Dissent Without Modification (Bergen Kunsthall), written by Grace Ndiritu, is a research book composed of interviews with radical and progressive artists and thinkers, who started their education and careers in the 1990s. Some are well-known, some are not. They are African, European, and American women working as painters, photographers, performers, hackers, activists and educators, among other roles such as Lisha Sterling, Monster Chetwynd and Kathrin Böhm.
What connects these brilliant women together, now in their late thirties, mid forties, early fifties and sixties; is that the decade of the 1990s had a culturally significant impact on their politics, career and personal life choices. The decade represented a creative coming of age for them all and their lives changed forever. The consequences of those changes are still reflected in their distinctive thoughts and practices today.

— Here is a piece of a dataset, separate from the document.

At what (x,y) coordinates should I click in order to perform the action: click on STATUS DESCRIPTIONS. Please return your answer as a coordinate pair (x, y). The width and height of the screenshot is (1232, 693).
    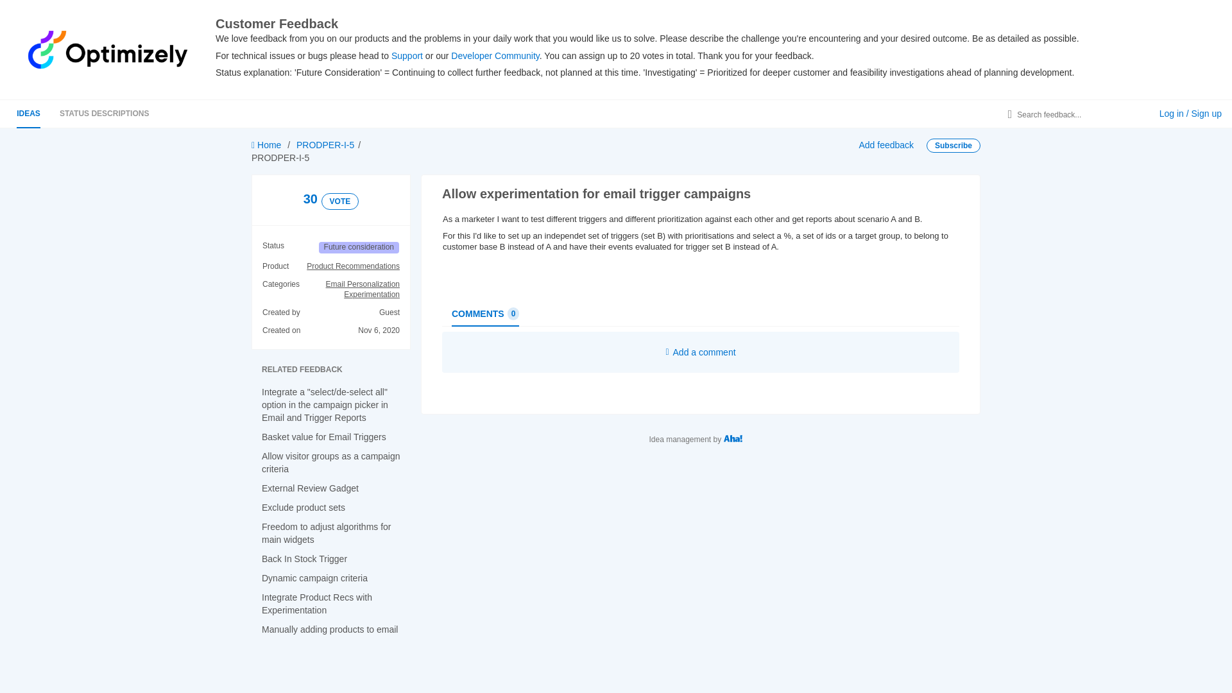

The long format interviews that comprise Dissent Without Modification are casual, meandering, philosophical conversations with a wide ranging appeal. Each person’s character is slowly revealed within a backdrop of humour, while touching on many serious universal and global subjects. Topics include pedagogy, race relations, neo-paganism, sexual violence, class warfare, interracial marriage, ecological feminism, contemporary slavery, activism, extreme tourism, African politics, terrorist practice in Western democratic states, and much more.
Dissent Without Modification illuminates the 1990s in a new way, and regards it as a pivotal point in the lineage of today’s grass-roots politics and cultural ferment. on show. The book recalls the Seattle Riots against the signing of the North American Free Trade Agreement; the recent televisual phenomenon Catfish recalling MTV’s Real World and the spread of the Occupy movement and the birth of Black Lives Matter through the recent Ferguson and Missouri uprisings. Dissent Without Modification offers first-hand perspectives on the 1990s as the decade “when shit went bad and which we never recovered from,” – to quote Hank Moody, the cantankerous main character of Californication, cult TV show.
At last in Dissent Without Modification Grace Ndiritu takes readers on a circular, revealing expedition into the recent past, sharing its impact with a new generation of readers.